Junior members of the four-party coalition have threatened to quit the government if the centrist Matovic does not step down by next Wednesday. President Zuzana Caputova, a liberal, demanded he find a solution. “I am willing to resign as prime minister of this government and remain as one of its members,” Matovic told journalists on Sunday.

However, he made his resignation conditional on other party leaders in the coalition also giving up their ministerial posts. “To calm the situation, we consider the departure of Minister Richard Sulik from the government to be absolutely necessary,” said Matovic, pointing to the economy minister and liberal SaS party leader. Sulik has threatened to quit the coalition should Matovic refuse to step down.

“Our coalition partners misused this situation and induced a government crisis,” Matovic said, also insisting that Justice Minister Maria Kolikova, a member of the centrist Za Ludi party, would also have to go. None of the parties want to trigger an early election as polls show opposition left-wing parties on track to win.

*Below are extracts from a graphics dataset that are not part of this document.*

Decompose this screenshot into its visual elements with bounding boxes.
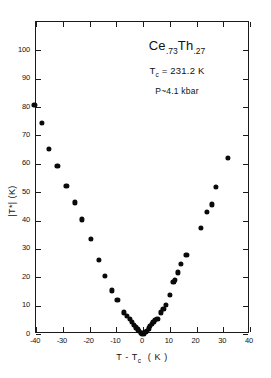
- pressure-line: P~4.1 kbar: [118, 86, 236, 96]
- data-point: [46, 146, 51, 151]
- formula-element-ce: Ce: [149, 38, 166, 53]
- y-tick-left: [36, 50, 41, 51]
- x-tick-bottom: [250, 327, 251, 332]
- y-tick-right: [243, 249, 248, 250]
- x-tick-top: [116, 22, 117, 27]
- x-tick-bottom: [63, 327, 64, 332]
- data-point: [102, 273, 107, 278]
- y-tick-right: [243, 221, 248, 222]
- x-tick-top: [223, 22, 224, 27]
- x-tick-bottom: [36, 327, 37, 332]
- y-tick-right: [243, 277, 248, 278]
- x-tick-bottom: [90, 327, 91, 332]
- y-tick-left: [36, 306, 41, 307]
- x-axis-label-text: T - Tc ( K ): [116, 352, 168, 362]
- data-point: [39, 120, 44, 125]
- data-point: [172, 278, 177, 283]
- x-tick-top: [63, 22, 64, 27]
- x-tick-top: [36, 22, 37, 27]
- y-tick-left: [36, 249, 41, 250]
- x-tick-label: -20: [76, 336, 102, 345]
- y-tick-label: 0: [6, 329, 30, 338]
- y-tick-left: [36, 334, 41, 335]
- y-tick-label: 60: [6, 158, 30, 167]
- x-tick-label: -30: [49, 336, 75, 345]
- data-point: [175, 270, 180, 275]
- x-tick-label: -10: [102, 336, 128, 345]
- x-tick-bottom: [116, 327, 117, 332]
- formula-subscript-ce: .73: [166, 46, 178, 56]
- y-tick-right: [243, 164, 248, 165]
- annotation-block: Ce.73Th.27 Tc = 231.2 K P~4.1 kbar: [118, 38, 236, 96]
- y-tick-left: [36, 135, 41, 136]
- y-tick-label: 80: [6, 102, 30, 111]
- x-tick-label: 40: [236, 336, 262, 345]
- data-point: [64, 183, 69, 188]
- y-tick-left: [36, 164, 41, 165]
- data-point: [225, 156, 230, 161]
- y-tick-label: 90: [6, 73, 30, 82]
- x-tick-bottom: [170, 327, 171, 332]
- data-point: [198, 225, 203, 230]
- x-tick-bottom: [223, 327, 224, 332]
- x-tick-top: [90, 22, 91, 27]
- tc-value: = 231.2 K: [159, 65, 205, 76]
- data-point: [214, 184, 219, 189]
- data-point: [79, 217, 84, 222]
- data-point: [184, 253, 189, 258]
- x-tick-label: 10: [156, 336, 182, 345]
- y-tick-left: [36, 79, 41, 80]
- formula-subscript-th: .27: [194, 46, 206, 56]
- data-point: [209, 202, 214, 207]
- y-tick-label: 20: [6, 272, 30, 281]
- y-tick-label: 10: [6, 300, 30, 309]
- y-tick-label: 40: [6, 215, 30, 224]
- y-tick-label: 50: [6, 187, 30, 196]
- data-point: [115, 297, 120, 302]
- figure-canvas: |T*| (K) T - Tc ( K ) Ce.73Th.27 Tc = 23…: [0, 0, 271, 378]
- y-tick-right: [243, 306, 248, 307]
- x-tick-bottom: [197, 327, 198, 332]
- y-tick-right: [243, 79, 248, 80]
- y-tick-label: 30: [6, 243, 30, 252]
- y-tick-right: [243, 192, 248, 193]
- data-point: [96, 257, 101, 262]
- x-tick-top: [250, 22, 251, 27]
- x-tick-top: [143, 22, 144, 27]
- data-point: [163, 302, 168, 307]
- data-point: [88, 237, 93, 242]
- data-point: [72, 200, 77, 205]
- y-tick-right: [243, 50, 248, 51]
- data-point: [155, 316, 160, 321]
- data-point: [178, 261, 183, 266]
- x-axis-label-subscript: c: [138, 357, 142, 364]
- y-tick-right: [243, 107, 248, 108]
- x-axis-label: T - Tc ( K ): [35, 352, 249, 364]
- data-point: [109, 288, 114, 293]
- y-tick-left: [36, 277, 41, 278]
- data-point: [204, 209, 209, 214]
- data-point: [55, 163, 60, 168]
- y-tick-left: [36, 107, 41, 108]
- x-tick-label: 20: [183, 336, 209, 345]
- data-point: [168, 292, 173, 297]
- formula-element-th: Th: [178, 38, 194, 53]
- x-tick-top: [170, 22, 171, 27]
- y-axis-label: |T*| (K): [7, 156, 17, 246]
- y-tick-label: 70: [6, 130, 30, 139]
- y-tick-right: [243, 135, 248, 136]
- x-tick-label: 0: [129, 336, 155, 345]
- x-tick-top: [197, 22, 198, 27]
- x-tick-label: 30: [209, 336, 235, 345]
- sample-formula: Ce.73Th.27: [118, 38, 236, 56]
- y-tick-left: [36, 221, 41, 222]
- y-tick-right: [243, 334, 248, 335]
- critical-temperature-line: Tc = 231.2 K: [118, 65, 236, 78]
- y-tick-label: 100: [6, 45, 30, 54]
- y-tick-left: [36, 192, 41, 193]
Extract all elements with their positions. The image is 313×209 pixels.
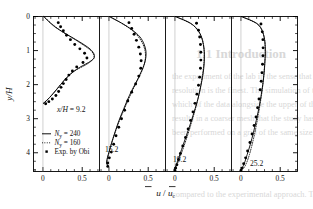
data-point: [261, 30, 264, 33]
data-point: [195, 93, 198, 96]
data-point: [47, 100, 50, 103]
data-point: [57, 90, 60, 93]
data-point: [60, 86, 63, 89]
legend-label: Ny = 160: [54, 139, 81, 148]
panel-label-9.2: x/H = 9.2: [56, 105, 86, 114]
data-point: [260, 80, 263, 83]
data-point: [260, 23, 263, 26]
legend: Ny = 240Ny = 160Exp. by Obi: [42, 130, 89, 156]
data-point: [54, 94, 57, 97]
data-point: [262, 46, 265, 49]
velocity-profile-plot: 01234 00.500.500.500.5 x/H = 9.215.219.2…: [0, 0, 313, 209]
data-point: [199, 67, 202, 70]
data-point: [197, 84, 200, 87]
data-point: [189, 119, 192, 122]
series-line-ny-240: [174, 17, 204, 171]
y-tick-label: 4: [26, 148, 30, 157]
data-point: [195, 22, 198, 25]
data-point: [261, 38, 264, 41]
series-markers-exp-obi: [173, 22, 202, 172]
data-point: [78, 47, 81, 50]
legend-swatch-marker: [45, 150, 47, 152]
x-tick-label: 0.5: [210, 174, 220, 183]
data-point: [82, 61, 85, 64]
data-point: [108, 156, 111, 159]
data-point: [198, 76, 201, 79]
data-point: [199, 43, 202, 46]
data-point: [130, 91, 133, 94]
series-line-ny-160: [175, 17, 205, 170]
x-axis-title-subscript: c: [172, 193, 175, 199]
data-point: [134, 83, 137, 86]
panel-label-25.2: 25.2: [250, 159, 263, 168]
data-point: [259, 88, 262, 91]
figure-root: 1.1 Introductionthe experiment of the la…: [0, 0, 313, 209]
data-point: [261, 63, 264, 66]
data-point: [65, 34, 68, 37]
data-point: [173, 169, 176, 172]
x-tick-label: 0.5: [276, 174, 286, 183]
data-point: [83, 52, 86, 55]
data-point: [120, 117, 123, 120]
data-point: [140, 59, 143, 62]
data-point: [192, 110, 195, 113]
data-point: [246, 150, 249, 153]
data-point: [239, 169, 242, 172]
data-point: [75, 65, 78, 68]
data-point: [258, 97, 261, 100]
legend-label: Exp. by Obi: [55, 148, 90, 156]
data-point: [261, 54, 264, 57]
series-line-ny-160: [43, 17, 94, 104]
panel-label-value: 25.2: [250, 159, 263, 168]
data-point: [128, 21, 131, 24]
data-point: [71, 70, 74, 73]
data-point: [242, 162, 245, 165]
data-point: [44, 102, 47, 105]
panel-x-19.2: [173, 17, 204, 172]
legend-label-value: = 160: [62, 139, 81, 147]
data-point: [117, 126, 120, 129]
data-point: [62, 82, 65, 85]
x-tick-label: 0: [41, 174, 45, 183]
data-point: [199, 59, 202, 62]
data-point: [65, 78, 68, 81]
y-tick-label: 3: [26, 114, 30, 123]
data-point: [253, 124, 256, 127]
data-point: [139, 67, 142, 70]
data-point: [251, 133, 254, 136]
x-axis-title: u / uc: [156, 188, 175, 199]
y-tick-label: 2: [26, 80, 30, 89]
data-point: [133, 33, 136, 36]
data-point: [85, 57, 88, 60]
data-point: [181, 145, 184, 148]
data-point: [69, 38, 72, 41]
x-tick-label: 0: [239, 174, 243, 183]
y-tick-label: 1: [26, 46, 30, 55]
x-tick-label: 0: [173, 174, 177, 183]
data-point: [135, 39, 138, 42]
x-axis-title-slash: /: [161, 188, 168, 198]
data-point: [67, 74, 70, 77]
data-point: [123, 109, 126, 112]
data-point: [256, 106, 259, 109]
data-point: [184, 136, 187, 139]
legend-item-ny-160: Ny = 160: [42, 139, 81, 148]
panel-label-19.2: 19.2: [173, 155, 186, 164]
data-point: [244, 156, 247, 159]
panel-label-value: 15.2: [105, 145, 118, 154]
x-tick-label: 0.5: [78, 174, 88, 183]
data-point: [59, 25, 62, 28]
x-tick-label: 0: [107, 174, 111, 183]
data-point: [115, 134, 118, 137]
panel-label-15.2: 15.2: [105, 145, 118, 154]
x-tick-label: 0.5: [144, 174, 154, 183]
data-point: [199, 51, 202, 54]
legend-item-ny-240: Ny = 240: [42, 130, 81, 139]
data-point: [249, 141, 252, 144]
data-point: [187, 127, 190, 130]
data-point: [137, 46, 140, 49]
legend-label: Ny = 240: [54, 130, 81, 139]
y-tick-label: 0: [26, 12, 30, 21]
data-point: [137, 75, 140, 78]
panel-label-value: 19.2: [173, 155, 186, 164]
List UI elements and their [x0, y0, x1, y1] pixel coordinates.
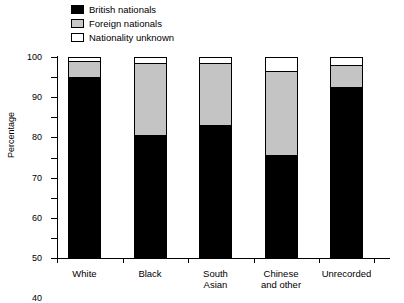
segment-nationality-unknown[interactable]: [266, 58, 297, 72]
legend-label-foreign-nationals: Foreign nationals: [89, 18, 162, 29]
segment-foreign-nationals[interactable]: [266, 72, 297, 156]
x-tick-4: [319, 258, 320, 263]
x-tick-3: [254, 258, 255, 263]
plot-area: 1009080706050403020100: [57, 57, 389, 258]
bar-chinese-and-other[interactable]: [265, 57, 298, 258]
x-axis-line: [51, 258, 390, 259]
y-tick-100: 100: [51, 57, 57, 58]
legend-item-nationality-unknown: Nationality unknown: [71, 31, 271, 44]
british-nationals-swatch: [71, 5, 84, 14]
y-tick-label-70: 70: [32, 173, 42, 183]
legend-label-nationality-unknown: Nationality unknown: [89, 32, 174, 43]
y-tick-40: 40: [51, 178, 57, 179]
bar-unrecorded[interactable]: [330, 57, 363, 258]
segment-british-nationals[interactable]: [69, 78, 100, 257]
y-axis-title: Percentage: [6, 112, 16, 158]
segment-british-nationals[interactable]: [266, 156, 297, 257]
y-tick-label-50: 50: [32, 253, 42, 263]
legend-item-foreign-nationals: Foreign nationals: [71, 17, 271, 30]
segment-foreign-nationals[interactable]: [331, 66, 362, 88]
bar-white[interactable]: [68, 57, 101, 258]
segment-british-nationals[interactable]: [331, 88, 362, 257]
bar-black[interactable]: [134, 57, 167, 258]
x-label-line: Unrecorded: [307, 268, 387, 279]
y-tick-80: 80: [51, 97, 57, 98]
x-tick-1: [123, 258, 124, 263]
x-label-unrecorded: Unrecorded: [307, 268, 387, 279]
y-tick-20: 20: [51, 218, 57, 219]
foreign-nationals-swatch: [71, 19, 84, 28]
y-tick-label-100: 100: [27, 52, 42, 62]
x-tick-0: [57, 258, 58, 263]
y-tick-10: 10: [51, 238, 57, 239]
y-tick-label-80: 80: [32, 132, 42, 142]
segment-british-nationals[interactable]: [135, 136, 166, 257]
segment-british-nationals[interactable]: [200, 126, 231, 257]
y-tick-90: 90: [51, 77, 57, 78]
x-tick-5: [374, 258, 375, 263]
y-tick-70: 70: [51, 117, 57, 118]
segment-nationality-unknown[interactable]: [331, 58, 362, 66]
y-tick-60: 60: [51, 137, 57, 138]
y-tick-50: 50: [51, 158, 57, 159]
chart-legend: British nationals Foreign nationals Nati…: [71, 3, 271, 45]
y-tick-label-60: 60: [32, 213, 42, 223]
segment-foreign-nationals[interactable]: [135, 64, 166, 136]
segment-foreign-nationals[interactable]: [200, 64, 231, 126]
y-tick-label-90: 90: [32, 92, 42, 102]
bar-south-asian[interactable]: [199, 57, 232, 258]
y-tick-30: 30: [51, 198, 57, 199]
y-tick-label-40: 40: [32, 293, 42, 303]
x-label-line: and other: [241, 279, 321, 290]
legend-label-british-nationals: British nationals: [89, 4, 156, 15]
x-tick-2: [188, 258, 189, 263]
legend-item-british-nationals: British nationals: [71, 3, 271, 16]
nationality-unknown-swatch: [71, 33, 84, 42]
segment-foreign-nationals[interactable]: [69, 62, 100, 78]
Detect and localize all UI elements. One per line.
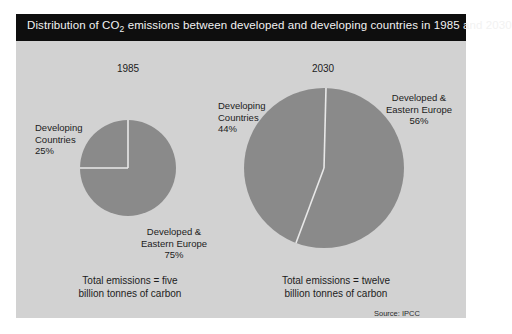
pie-chart-2030	[242, 86, 406, 250]
page-title: Distribution of CO2 emissions between de…	[27, 19, 512, 31]
pie-2030-developing-pct: 44%	[218, 123, 266, 135]
caption-2030-line1: Total emissions = twelve	[224, 274, 448, 287]
pie-1985-label-developed: Developed & Eastern Europe 75%	[141, 226, 207, 261]
pie-1985-developed-name-line2: Eastern Europe	[141, 238, 207, 250]
pie-2030-developed-name-line2: Eastern Europe	[386, 104, 452, 116]
title-prefix: Distribution of CO	[27, 19, 120, 31]
pie-1985-developed-name-line1: Developed &	[141, 226, 207, 238]
source-attribution: Source: IPCC	[374, 309, 420, 318]
title-bar: Distribution of CO2 emissions between de…	[16, 14, 466, 41]
title-suffix: emissions between developed and developi…	[124, 19, 511, 31]
pie-1985-developing-name-line1: Developing	[35, 122, 83, 134]
charts-container: 1985 Developing Countries 25% Developed …	[16, 41, 466, 318]
caption-2030-line2: billion tonnes of carbon	[224, 287, 448, 300]
year-label-2030: 2030	[291, 63, 355, 74]
pie-2030-developing-name-line1: Developing	[218, 100, 266, 112]
pie-2030-developed-name-line1: Developed &	[386, 92, 452, 104]
caption-1985: Total emissions = five billion tonnes of…	[30, 274, 230, 300]
chart-panel: Distribution of CO2 emissions between de…	[16, 14, 466, 318]
pie-2030-label-developing: Developing Countries 44%	[218, 100, 266, 135]
caption-1985-line1: Total emissions = five	[30, 274, 230, 287]
pie-2030-label-developed: Developed & Eastern Europe 56%	[386, 92, 452, 127]
title-subscript: 2	[120, 24, 125, 34]
caption-2030: Total emissions = twelve billion tonnes …	[224, 274, 448, 300]
pie-2030-developing-name-line2: Countries	[218, 112, 266, 124]
caption-1985-line2: billion tonnes of carbon	[30, 287, 230, 300]
pie-chart-1985	[78, 118, 178, 218]
pie-1985-developing-name-line2: Countries	[35, 134, 83, 146]
year-label-1985: 1985	[96, 63, 160, 74]
pie-2030-developed-pct: 56%	[386, 115, 452, 127]
pie-1985-label-developing: Developing Countries 25%	[35, 122, 83, 157]
pie-1985-developed-pct: 75%	[141, 249, 207, 261]
pie-1985-developing-pct: 25%	[35, 145, 83, 157]
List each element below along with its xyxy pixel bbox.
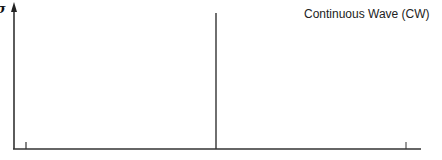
y-axis-arrow-icon <box>11 2 17 12</box>
cw-spectrum-diagram <box>0 0 442 160</box>
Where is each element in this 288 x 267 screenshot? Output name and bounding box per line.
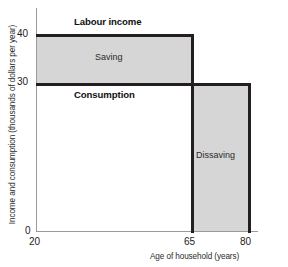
consumption-line-retired [191, 83, 251, 86]
consumption-line [36, 83, 194, 86]
x-tick-80: 80 [240, 236, 251, 247]
consumption-end-at-80 [248, 83, 251, 233]
y-tick-30: 30 [17, 76, 28, 87]
income-drop-at-65-upper [191, 34, 194, 86]
lifecycle-income-consumption-chart: Income and consumption (thousands of dol… [0, 0, 288, 267]
x-tick-20: 20 [29, 236, 40, 247]
labour-income-label: Labour income [74, 16, 141, 27]
dissaving-label: Dissaving [196, 150, 235, 160]
y-tick-0: 0 [25, 225, 31, 236]
y-axis-line [36, 8, 37, 232]
labour-income-line [36, 34, 194, 37]
x-axis-label: Age of household (years) [150, 252, 239, 261]
x-tick-65: 65 [184, 236, 195, 247]
x-axis-line [36, 231, 258, 232]
income-drop-at-65-lower [191, 83, 194, 233]
y-tick-40: 40 [17, 28, 28, 39]
y-axis-label: Income and consumption (thousands of dol… [8, 9, 17, 241]
consumption-label: Consumption [74, 89, 135, 100]
saving-label: Saving [95, 52, 123, 62]
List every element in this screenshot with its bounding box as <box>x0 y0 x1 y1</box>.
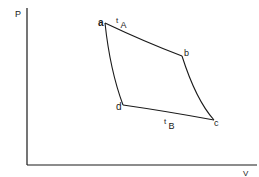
isotherm-top-label: t A <box>116 16 126 30</box>
isotherm-bottom-main: t <box>164 117 167 126</box>
adiabat-bc <box>182 56 214 120</box>
pv-diagram: P V a b c d t A t B <box>0 0 259 177</box>
point-b-label: b <box>184 48 189 58</box>
point-a-label: a <box>98 17 104 28</box>
y-axis-label: P <box>15 9 21 19</box>
point-d-label: d <box>116 101 122 112</box>
isotherm-cd <box>123 105 214 120</box>
isotherm-ab <box>105 23 182 56</box>
isotherm-top-main: t <box>116 16 119 25</box>
x-axis-label: V <box>243 169 249 177</box>
isotherm-bottom-sub: B <box>168 121 174 131</box>
adiabat-da <box>105 23 123 105</box>
point-c-label: c <box>214 118 219 128</box>
isotherm-bottom-label: t B <box>164 117 174 131</box>
isotherm-top-sub: A <box>120 20 126 30</box>
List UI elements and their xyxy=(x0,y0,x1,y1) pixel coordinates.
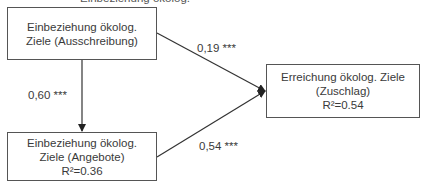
node-line: Ziele (Angebote) xyxy=(39,150,124,164)
cropped-top-text: Einbeziehung ökolog. xyxy=(80,0,190,4)
edge-label-060: 0,60 *** xyxy=(28,89,67,101)
node-r2: R²=0.36 xyxy=(61,164,102,178)
node-line: Erreichung ökolog. Ziele xyxy=(281,70,405,84)
edge-label-054: 0,54 *** xyxy=(199,140,238,152)
node-line: (Zuschlag) xyxy=(316,84,370,98)
node-line: Einbeziehung ökolog. xyxy=(27,20,137,34)
node-zuschlag: Erreichung ökolog. Ziele (Zuschlag) R²=0… xyxy=(266,64,420,118)
node-r2: R²=0.54 xyxy=(322,98,363,112)
edge-label-019: 0,19 *** xyxy=(197,42,236,54)
node-line: Ziele (Ausschreibung) xyxy=(26,34,138,48)
node-line: Einbeziehung ökolog. xyxy=(27,136,137,150)
node-angebote: Einbeziehung ökolog. Ziele (Angebote) R²… xyxy=(7,132,157,181)
node-ausschreibung: Einbeziehung ökolog. Ziele (Ausschreibun… xyxy=(7,7,157,60)
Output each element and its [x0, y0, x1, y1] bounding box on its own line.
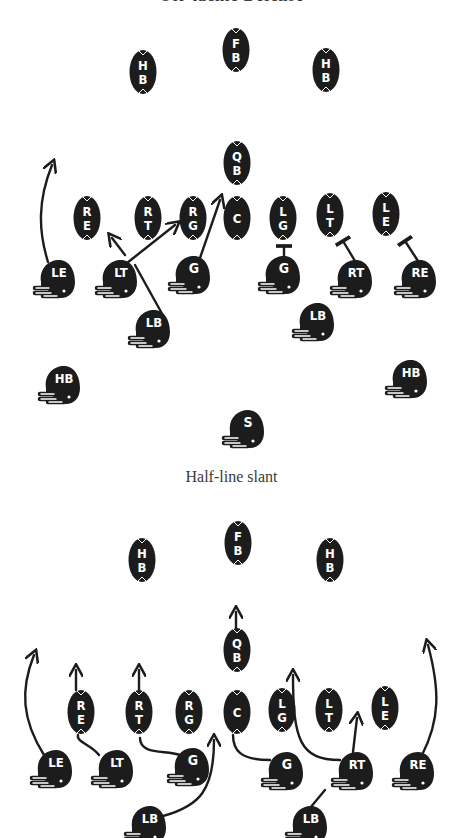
helmet-label: LB — [142, 811, 158, 826]
oval-label: Q — [232, 149, 242, 164]
oval-label: L — [278, 696, 286, 711]
route-line-rt-up — [353, 718, 357, 752]
oval-label: H — [321, 56, 331, 71]
oval-label: H — [325, 546, 335, 561]
route-line-lt — [112, 238, 125, 255]
helmet-label: HB — [55, 371, 74, 386]
oval-label: T — [135, 712, 143, 727]
helmet-label: RE — [410, 757, 427, 772]
oval-label: R — [76, 698, 85, 713]
play-diagram-canvas: HBFBHBQBRERTRGCLGLTLEHBFBHBQBRERTRGCLGLT… — [0, 0, 463, 838]
defense-player-re: RE — [394, 752, 434, 790]
offense-player-hb: HB — [129, 538, 156, 582]
oval-label: C — [233, 211, 242, 226]
route-line-g-right — [233, 735, 270, 760]
route-line-le — [41, 165, 52, 262]
oval-label: R — [134, 698, 143, 713]
oval-label: L — [382, 200, 390, 215]
offense-player-qb: QB — [224, 628, 251, 672]
oval-label: B — [139, 72, 148, 87]
defense-player-s: S — [224, 410, 264, 448]
offense-player-rg: RG — [176, 690, 203, 734]
route-line-lb-right — [310, 790, 325, 808]
oval-label: H — [137, 546, 147, 561]
offense-player-rt: RT — [135, 196, 162, 240]
defense-player-lb: LB — [130, 310, 170, 348]
offense-player-rt: RT — [126, 690, 153, 734]
defense-player-lb: LB — [294, 303, 334, 341]
offense-player-lg: LG — [270, 196, 297, 240]
offense-player-c: C — [224, 690, 251, 734]
defense-player-rt: RT — [333, 752, 373, 790]
oval-label: R — [143, 204, 152, 219]
oval-label: T — [144, 218, 152, 233]
route-line-re — [405, 241, 418, 261]
oval-label: C — [233, 705, 242, 720]
route-line-re — [422, 645, 436, 755]
defense-player-lb: LB — [287, 806, 327, 838]
oval-label: B — [233, 650, 242, 665]
offense-player-lg: LG — [269, 688, 296, 732]
defense-player-g: G — [170, 256, 210, 294]
defense-player-lt: LT — [97, 260, 137, 298]
oval-label: T — [326, 215, 334, 230]
oval-label: B — [233, 163, 242, 178]
helmet-label: LT — [114, 265, 127, 280]
helmet-label: RT — [348, 265, 364, 280]
defense-player-le: LE — [35, 260, 75, 298]
offense-player-le: LE — [372, 686, 399, 730]
oval-label: G — [278, 218, 288, 233]
oval-label: G — [188, 218, 198, 233]
helmet-label: LB — [303, 811, 319, 826]
route-line-rt — [343, 241, 355, 261]
helmet-label: S — [243, 414, 252, 430]
helmet-label: RE — [412, 265, 429, 280]
helmet-label: LB — [146, 315, 162, 330]
offense-player-fb: FB — [223, 28, 250, 72]
oval-label: B — [138, 560, 147, 575]
helmet-label: G — [188, 752, 198, 768]
defense-player-hb: HB — [40, 366, 80, 404]
oval-label: E — [382, 214, 390, 229]
offense-player-lt: LT — [317, 193, 344, 237]
offense-player-c: C — [224, 196, 251, 240]
helmet-label: G — [189, 260, 199, 276]
offense-player-qb: QB — [224, 141, 251, 185]
oval-label: E — [77, 712, 85, 727]
defense-player-g: G — [263, 752, 303, 790]
defense-player-lb: LB — [126, 806, 166, 838]
helmet-label: LB — [310, 308, 326, 323]
helmet-label: G — [282, 756, 292, 772]
oval-label: F — [234, 529, 242, 544]
offense-player-re: RE — [68, 690, 95, 734]
offense-player-hb: HB — [313, 48, 340, 92]
helmet-label: LE — [48, 755, 63, 770]
offense-ovals-layer: HBFBHBQBRERTRGCLGLTLEHBFBHBQBRERTRGCLGLT… — [68, 28, 400, 734]
oval-label: L — [326, 201, 334, 216]
helmet-label: HB — [402, 365, 421, 380]
offense-player-lt: LT — [316, 688, 343, 732]
oval-label: B — [234, 543, 243, 558]
offense-player-hb: HB — [130, 50, 157, 94]
offense-player-rg: RG — [180, 196, 207, 240]
defense-player-hb: HB — [387, 360, 427, 398]
oval-label: B — [232, 50, 241, 65]
defense-player-g: G — [260, 256, 300, 294]
offense-player-hb: HB — [317, 538, 344, 582]
oval-label: E — [83, 218, 91, 233]
helmet-label: LT — [110, 755, 123, 770]
oval-label: L — [381, 694, 389, 709]
oval-label: T — [325, 710, 333, 725]
oval-label: L — [325, 696, 333, 711]
offense-player-re: RE — [74, 196, 101, 240]
oval-label: R — [188, 204, 197, 219]
oval-label: B — [326, 560, 335, 575]
oval-label: H — [138, 58, 148, 73]
oval-label: R — [184, 698, 193, 713]
oval-label: F — [232, 36, 240, 51]
helmet-label: G — [279, 260, 289, 276]
offense-player-le: LE — [373, 192, 400, 236]
route-line-le — [25, 655, 44, 755]
defense-player-rt: RT — [332, 260, 372, 298]
defense-player-le: LE — [32, 750, 72, 788]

The political crisis comes as Slovakia, a eurozone country of 5.4 million people, is struggling with one of the world’s highest per capita rates of Covid deaths and infection, according to an AFP tally based on official data.

The grim toll and Matovic’s decision to buy Russia’s Sputnik V vaccine triggered an uproar among coalition partners governing with his OLaNO party. Opinion polls published on Sunday suggested that more than 80 percent of Slovaks agreed that Matovic should resign.

OLaNO party member Eduard Heger, the current finance minister and acting health minister, has been floated as a possible candidate to replace Matovic. Heger has not revealed whether he would consider taking over as prime minister from Matovic, his party boss.

Bratislava-based political analyst Samuel Abraham told AFP that it would be “impossible” to save the coalition should Matovic remain prime minister, comparing him to former US president Donald Trump in his handling of the pandemic. Matovic has “managed the pandemic arbitrarily, stubbornly, without listening to experts, he has been gambling with people’s lives,” Abraham said.